Friday, August 29, 2008

Update on useful UNIX tools for Win32

A co-worker sent out this link that has ways to "turbocharge" PuTTY.

Finally looks like I can get my tabbed SSH/terminal sessions. It also mentions puttycyg (affirmation, baby!).

UPDATE (8/29/2008 10:33 EDT):
My comments so far trying out tabbed putty/ssh sessions.
- It doesn't look like PuttyCM supports Puttycyg, which is disappointing. If you use the original putty.exe, it does seem to work how I'd want it to.
- The Putty sessions aren't rolled up into the Putty Tabs program (they still show individually in my taskbar). This doesn't improve my workspace much.

Thursday, August 28, 2008

Unhappy with Red Hat

Right now, I'm not happy with Red Hat. At least not with their sales department.

My group is interested in the capabilities of Red Hat Satellite Server, so I was going to try to obtain a trial license and download it. As far as I know, we don't have any RHEL licenses in our department. I'm sure somewhere in the company we do, since we have thousands of employees, but I sincerely doubt I'll be able to track that account down, and even then, doubt I can use it for access to the Red Hat Network. So, I applied for a trial license of RHEL and was hoping through that entry into RHN, I could also get a trial of Satellite Server. I still couldn't find that as a download, so I've made a couple of attempts to submit requests through their website on how I could evaluate their Satellite Server. No response. I would think sales people would jump at the chance to talk to a warm body that offered up their contact information.

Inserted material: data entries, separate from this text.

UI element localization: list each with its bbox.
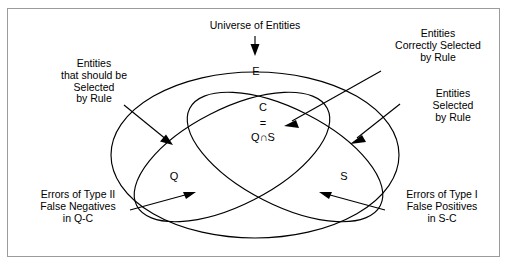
arrow-should-be-selected — [124, 105, 173, 145]
callout-errors-type-2: Errors of Type II False Negatives in Q-C — [16, 189, 140, 224]
callout-errors-type-2-line-3: in Q-C — [16, 213, 140, 225]
set-label-C: C — [259, 101, 267, 113]
callout-should-be-selected: Entities that should be Selected by Rule — [36, 58, 152, 105]
set-label-S: S — [340, 170, 347, 182]
arrow-selected-by-rule — [350, 104, 400, 144]
callout-universe-of-entities: Universe of Entities — [197, 20, 313, 32]
callout-errors-type-1-line-3: in S-C — [382, 213, 502, 225]
callout-should-be-selected-line-2: that should be — [36, 70, 152, 82]
callout-errors-type-1-line-2: False Positives — [382, 201, 502, 213]
callout-selected-by-rule: Entities Selected by Rule — [404, 88, 502, 123]
callout-correctly-selected-line-2: Correctly Selected — [372, 40, 504, 52]
arrow-correctly-selected — [284, 71, 381, 128]
callout-selected-by-rule-line-3: by Rule — [404, 112, 502, 124]
set-label-equals: = — [260, 117, 266, 129]
callout-universe-line-1: Universe of Entities — [197, 20, 313, 32]
ellipse-S — [168, 66, 402, 249]
callout-correctly-selected: Entities Correctly Selected by Rule — [372, 28, 504, 63]
callout-should-be-selected-line-4: by Rule — [36, 93, 152, 105]
set-label-intersection: Q∩S — [251, 131, 275, 143]
callout-correctly-selected-line-3: by Rule — [372, 52, 504, 64]
set-label-E: E — [252, 65, 259, 77]
callout-errors-type-2-line-2: False Negatives — [16, 201, 140, 213]
callout-errors-type-1: Errors of Type I False Positives in S-C — [382, 189, 502, 224]
figure-root: E C = Q∩S Q S — [0, 0, 509, 272]
arrow-universe — [251, 36, 260, 56]
callout-selected-by-rule-line-2: Selected — [404, 100, 502, 112]
set-label-Q: Q — [170, 170, 179, 182]
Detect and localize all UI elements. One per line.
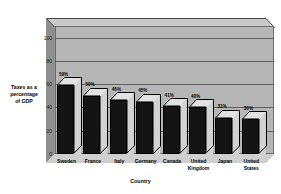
bar-side-face [127, 93, 135, 154]
bar-front-face [163, 106, 180, 154]
bar-front-face [242, 119, 259, 154]
x-label-united-states: UnitedStates [235, 158, 268, 171]
bar-value-label: 30% [244, 107, 253, 112]
bars-container: 59%50%46%45%41%40%31%30% [46, 18, 274, 164]
bar-sweden: 59% [57, 85, 74, 154]
bar-side-face [180, 99, 188, 154]
bar-germany: 45% [136, 102, 153, 154]
bar-value-label: 45% [138, 89, 147, 94]
bar-side-face [100, 89, 108, 154]
bar-chart: 020406080100 Taxes as a percentage of GD… [0, 0, 281, 194]
bar-side-face [153, 95, 161, 154]
y-axis-title: Taxes as a percentage of GDP [2, 84, 46, 105]
x-axis-categories: SwedenFranceItalyGermanyCanadaUnitedKing… [46, 158, 281, 180]
bar-front-face [83, 96, 100, 154]
x-axis-title: Country [0, 178, 281, 184]
bar-canada: 41% [163, 106, 180, 154]
x-label-line: States [235, 165, 268, 172]
bar-value-label: 46% [112, 88, 121, 93]
bar-value-label: 41% [165, 94, 174, 99]
bar-value-label: 59% [59, 73, 68, 78]
bar-side-face [74, 78, 82, 154]
bar-front-face [110, 100, 127, 154]
bar-value-label: 50% [85, 83, 94, 88]
bar-front-face [215, 118, 232, 154]
bar-france: 50% [83, 96, 100, 154]
y-axis-title-line-1: Taxes as a [2, 84, 46, 91]
y-axis-title-line-3: of GDP [2, 98, 46, 105]
bar-value-label: 40% [191, 95, 200, 100]
bar-japan: 31% [215, 118, 232, 154]
bar-united-states: 30% [242, 119, 259, 154]
y-axis-title-line-2: percentage [2, 91, 46, 98]
bar-front-face [57, 85, 74, 154]
x-label-line: Kingdom [182, 165, 215, 172]
bar-side-face [206, 100, 214, 154]
bar-united-kingdom: 40% [189, 107, 206, 154]
bar-italy: 46% [110, 100, 127, 154]
bar-front-face [189, 107, 206, 154]
bar-value-label: 31% [217, 105, 226, 110]
bar-front-face [136, 102, 153, 154]
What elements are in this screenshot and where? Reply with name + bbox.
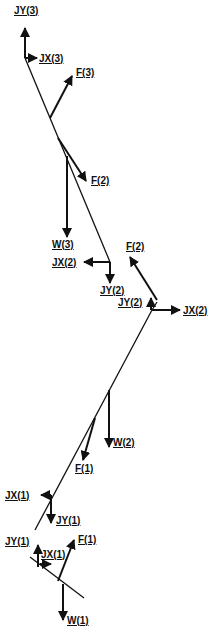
label-w1: W(1) — [67, 615, 89, 626]
label-jx2a: JX(2) — [52, 257, 76, 268]
body-segments — [25, 58, 157, 598]
label-jy3: JY(3) — [14, 5, 38, 16]
label-w2: W(2) — [113, 437, 135, 448]
arrow-f1b-icon — [58, 540, 74, 581]
label-jy1b: JY(1) — [5, 536, 29, 547]
label-jy1a: JY(1) — [56, 515, 80, 526]
label-f2a: F(2) — [91, 175, 109, 186]
label-jx3: JX(3) — [39, 53, 63, 64]
vector-labels: JY(3)JX(3)F(3)F(2)W(3)JX(2)JY(2)F(2)JY(2… — [5, 5, 207, 626]
arrow-f2b-icon — [130, 257, 157, 300]
label-f1a: F(1) — [75, 463, 93, 474]
arrow-f2a-icon — [58, 138, 86, 181]
arrow-f3-icon — [50, 76, 72, 118]
free-body-diagram: JY(3)JX(3)F(3)F(2)W(3)JX(2)JY(2)F(2)JY(2… — [0, 0, 220, 639]
label-f3: F(3) — [76, 67, 94, 78]
label-jy2b: JY(2) — [118, 297, 142, 308]
segment-2-upper-line — [152, 302, 157, 310]
label-jx2b: JX(2) — [183, 305, 207, 316]
arrow-f1a-icon — [83, 418, 95, 460]
label-jx1b: JX(1) — [41, 549, 65, 560]
label-f2b: F(2) — [126, 241, 144, 252]
label-f1b: F(1) — [78, 534, 96, 545]
label-w3: W(3) — [52, 239, 74, 250]
label-jx1a: JX(1) — [5, 490, 29, 501]
force-vectors — [25, 28, 180, 620]
label-jy2a: JY(2) — [100, 285, 124, 296]
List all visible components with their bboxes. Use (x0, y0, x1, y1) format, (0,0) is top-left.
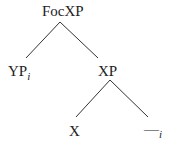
node-trace-label: — (144, 121, 159, 137)
node-xp: XP (98, 64, 117, 79)
node-x-label: X (69, 123, 80, 139)
node-focxp: FocXP (42, 4, 84, 19)
edge-xp-x (76, 80, 110, 117)
edge-xp-trace (110, 80, 148, 117)
node-yp-subscript: i (27, 70, 30, 82)
node-focxp-label: FocXP (42, 3, 84, 19)
node-yp-label: YP (8, 63, 27, 79)
node-trace-subscript: i (159, 128, 162, 140)
node-yp: YPi (8, 64, 30, 80)
node-xp-label: XP (98, 63, 117, 79)
node-trace: —i (144, 122, 162, 138)
node-x: X (69, 124, 80, 139)
edge-focxp-xp (60, 22, 98, 58)
edge-focxp-yp (26, 22, 60, 58)
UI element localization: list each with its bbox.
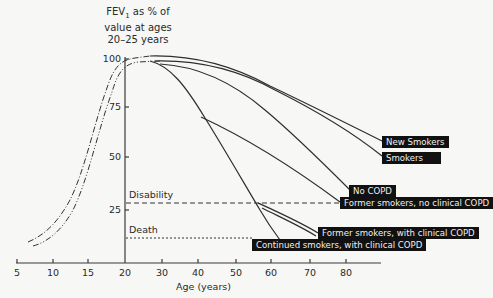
curve-new-smokers: [150, 56, 382, 141]
y-axis-title: FEV1 as % of value at ages 20–25 years: [104, 6, 172, 46]
x-tick-70: 70: [298, 267, 322, 278]
legend-former-no-copd: Former smokers, no clinical COPD: [340, 197, 493, 209]
x-tick-40: 40: [186, 267, 210, 278]
x-tick-80: 80: [334, 267, 358, 278]
x-tick-60: 60: [259, 267, 283, 278]
x-tick-20: 20: [113, 267, 137, 278]
death-label: Death: [129, 224, 158, 235]
x-axis: [16, 259, 381, 263]
curve-smokers: [155, 61, 382, 156]
y-tick-50: 50: [97, 151, 121, 162]
x-tick-10: 10: [41, 267, 65, 278]
curve-continued-with-copd: [150, 61, 280, 240]
x-tick-5: 5: [5, 267, 29, 278]
disability-label: Disability: [129, 189, 173, 200]
curve-former-with-copd: [258, 203, 318, 233]
y-tick-25: 25: [97, 204, 121, 215]
x-tick-30: 30: [150, 267, 174, 278]
x-axis-label: Age (years): [176, 281, 231, 292]
legend-no-copd: No COPD: [349, 185, 396, 197]
legend-new-smokers: New Smokers: [382, 136, 449, 148]
growth-curve-upper: [28, 56, 150, 242]
legend-smokers: Smokers: [382, 152, 441, 164]
x-tick-50: 50: [224, 267, 248, 278]
curve-former-with-copd-2: [262, 208, 316, 236]
legend-former-with-copd: Former smokers, with clinical COPD: [318, 227, 479, 239]
y-tick-75: 75: [97, 101, 121, 112]
y-tick-100: 100: [97, 53, 121, 64]
legend-continued-with-copd: Continued smokers, with clinical COPD: [252, 239, 426, 251]
x-tick-15: 15: [76, 267, 100, 278]
curve-no-copd: [160, 64, 350, 190]
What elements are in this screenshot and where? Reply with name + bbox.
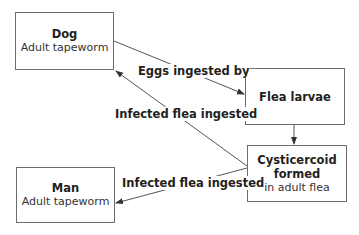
node-cysticercoid-subtitle: in adult flea: [264, 181, 330, 195]
node-man-title: Man: [52, 181, 79, 195]
node-man-subtitle: Adult tapeworm: [22, 195, 110, 209]
node-dog: Dog Adult tapeworm: [15, 12, 114, 70]
node-cysticercoid-title-line2: formed: [274, 167, 321, 181]
node-flea-larvae-title: Flea larvae: [259, 90, 331, 104]
node-man: Man Adult tapeworm: [16, 167, 115, 223]
edge-label-eggs-ingested: Eggs ingested by: [137, 64, 250, 78]
edge-label-infected-flea-to-man: Infected flea ingested: [121, 176, 265, 190]
node-cysticercoid: Cysticercoid formed in adult flea: [247, 145, 347, 202]
node-flea-larvae: Flea larvae: [245, 68, 345, 125]
edge-label-infected-flea-to-dog: Infected flea ingested: [114, 107, 258, 121]
node-dog-title: Dog: [52, 27, 78, 41]
node-dog-subtitle: Adult tapeworm: [21, 41, 109, 55]
node-cysticercoid-title-line1: Cysticercoid: [257, 153, 336, 167]
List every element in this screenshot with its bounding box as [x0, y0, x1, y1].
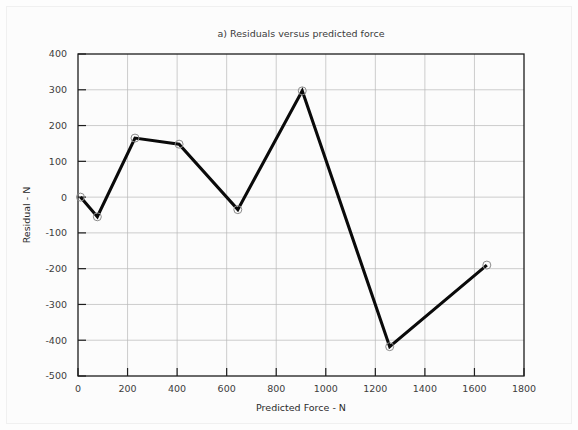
- y-tick-label: -100: [45, 227, 67, 238]
- x-axis-title: Predicted Force - N: [256, 402, 346, 413]
- data-series-group: [76, 87, 490, 351]
- y-axis-tick-labels: 4003002001000-100-200-300-400-500: [45, 48, 67, 381]
- data-point-marker: [175, 140, 183, 148]
- x-tick-label: 800: [267, 383, 285, 394]
- data-point-marker: [386, 343, 394, 351]
- vertical-gridlines: [128, 54, 475, 376]
- data-point-marker: [234, 206, 242, 214]
- data-point-marker: [298, 87, 306, 95]
- y-axis-title: Residual - N: [21, 187, 32, 244]
- x-tick-label: 200: [118, 383, 136, 394]
- residuals-line-chart: a) Residuals versus predicted force 4003…: [0, 0, 578, 430]
- y-tick-label: -500: [45, 370, 67, 381]
- y-axis-tick-marks: [78, 54, 86, 376]
- x-tick-label: 1800: [512, 383, 536, 394]
- x-tick-label: 1600: [462, 383, 486, 394]
- x-tick-label: 1400: [413, 383, 437, 394]
- x-axis-tick-labels: 020040060080010001200140016001800: [75, 383, 536, 394]
- data-point-marker: [483, 261, 491, 269]
- x-tick-label: 1200: [363, 383, 387, 394]
- x-tick-label: 0: [75, 383, 81, 394]
- data-point-marker: [131, 134, 139, 142]
- y-tick-label: -300: [45, 299, 67, 310]
- y-tick-label: 100: [49, 156, 67, 167]
- data-point-marker: [93, 213, 101, 221]
- plot-area-frame: [78, 54, 524, 376]
- chart-title: a) Residuals versus predicted force: [218, 28, 385, 39]
- residual-line: [80, 91, 486, 347]
- y-tick-label: 0: [61, 192, 67, 203]
- y-tick-label: 200: [49, 120, 67, 131]
- y-tick-label: 400: [49, 48, 67, 59]
- x-axis-tick-marks: [78, 368, 524, 376]
- x-tick-label: 600: [218, 383, 236, 394]
- x-tick-label: 400: [168, 383, 186, 394]
- y-tick-label: -200: [45, 263, 67, 274]
- y-tick-label: -400: [45, 335, 67, 346]
- y-tick-label: 300: [49, 84, 67, 95]
- figure-container: a) Residuals versus predicted force 4003…: [0, 0, 578, 430]
- x-tick-label: 1000: [314, 383, 338, 394]
- horizontal-gridlines: [78, 90, 524, 340]
- data-point-marker: [76, 193, 84, 201]
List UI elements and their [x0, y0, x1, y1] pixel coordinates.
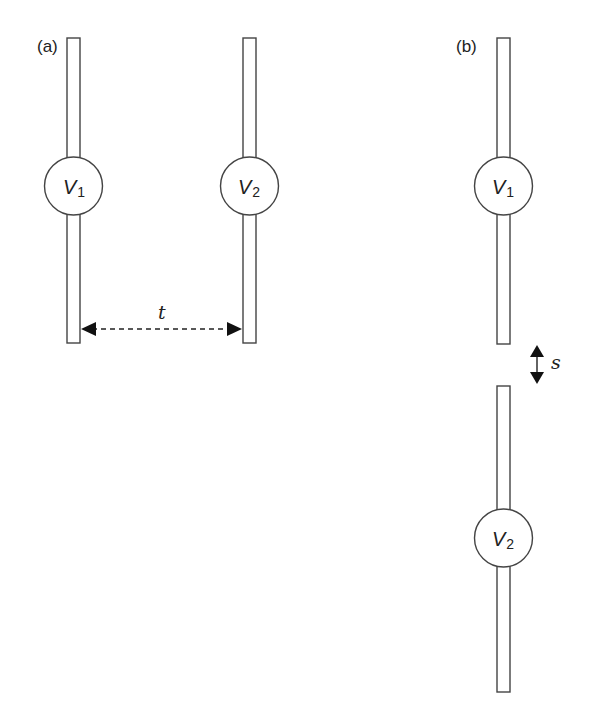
separation-s-arrow: s — [530, 345, 561, 384]
arrowhead-right-icon — [227, 322, 242, 336]
separation-s-label: s — [551, 351, 561, 373]
panel-b-label: (b) — [456, 37, 477, 56]
arrowhead-down-icon — [530, 372, 544, 384]
arrowhead-up-icon — [530, 345, 544, 357]
panel-a-right-electrode: V2 — [221, 38, 279, 343]
panel-a: (a) V1 V2 t — [37, 37, 279, 343]
separation-t-label: t — [158, 301, 166, 323]
panel-a-left-electrode: V1 — [45, 38, 103, 343]
panel-b: (b) V1 s V2 — [456, 37, 561, 692]
panel-b-upper-electrode: V1 — [475, 38, 533, 344]
diagram-canvas: (a) V1 V2 t (b) V1 — [0, 0, 591, 725]
panel-b-lower-electrode: V2 — [475, 386, 533, 692]
separation-t-arrow: t — [81, 301, 242, 336]
arrowhead-left-icon — [81, 322, 96, 336]
panel-a-label: (a) — [37, 37, 58, 56]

I know there's Spacewalk, and I am interested in that. Unfortunately, it's only supported on RHEL5 compatible OS's. Our standard hasn't included RHEL5 yet; and they aren't open to "exceptions".

Any suggestions? Are there other resale vendors I could talk to that would let me have a 30 day evaluation to download and run Satellite for RHEL4?

Thursday, August 21, 2008

Cron entry mistakes

This mistake came at the expense of one of my old co-workers, who decided to share this with me over Instant Messenger. I got a good laugh at his misfortune. He wanted to set up a cron job that would restart a poorly performing service every 6 hours. This is the cron entry he added.

* */6 * * * service_restart.sh

The lead developer, whose app depends on that service, came up to him wondering why his app was having outages. What my colleague should have configured was

0 */6 * * * service_restart.sh

His cron entry was restarting the service every 6 hours, and then restarting it every minute for an hour during that sixth hour. Brilliant! Although I guess I shouldn't throw stones in glass houses.

Monday, August 11, 2008

Useful UNIX tools for Win32

OK, it's been a while since I've posted. Being laid off and unemployed kind of hurts writing about work experiences. However, don't worry. I'm now at a new job in a new town.

Obtaining work responsibilities have been slow, so I've been reading and playing with software that I hope will help me in making my job easier later. One area I've been reading and trying to increase my knowledge in is remote access, predominantly SSH. I've found the following to be useful.

SSH Agent

I've known about shared-key authentication with SSH for a while, but I've been lame and not applied a passphrase to my key. Honestly, I wanted a quick way to log in, and skip the password. However, I finally was exposed to ssh-agent, which allows you to cache your key's passphrase so you only have to enter it once. After that, when you ssh into a host, ssh-agent will take care of your passphrase for you.

I'm using Cygwin for my shell on my PC, so I'm using the ssh-agent that comes with Cygwin. I hear you can use a program called Pageant to perform this for you PuTTY users.
Puttycyg
I hate the command window that Cygwin defaults to. The copy/paste is terrible, as I think it borrows from cmd.exe. So, I found Puttycyg that gives the Cygwin command prompt a better look and feel. Now I actually get a copy/paste behavior that I like.

Poderosa
I've been spoiled with Mac OSX's iTerm for having tabbed terminal windows. Unfortunately, PuTTY and Cygwin spawn new windows, and their management gets cluttered. Right now, I'm trying Poderosa, mainly because it appears to be open source and managed by the Apache license. It tabs your Cygwin sessions, and apparently other SSH/Telnet sessions as well (but I haven't tried the latter). I found another alternative in Wintabber, but I haven't tried it yet. It appears to be free and have more features I'd be interested in, but I believe is closed source.

I'd be interested in your experiences with tabbed command/shell windows and other useful remote access tricks.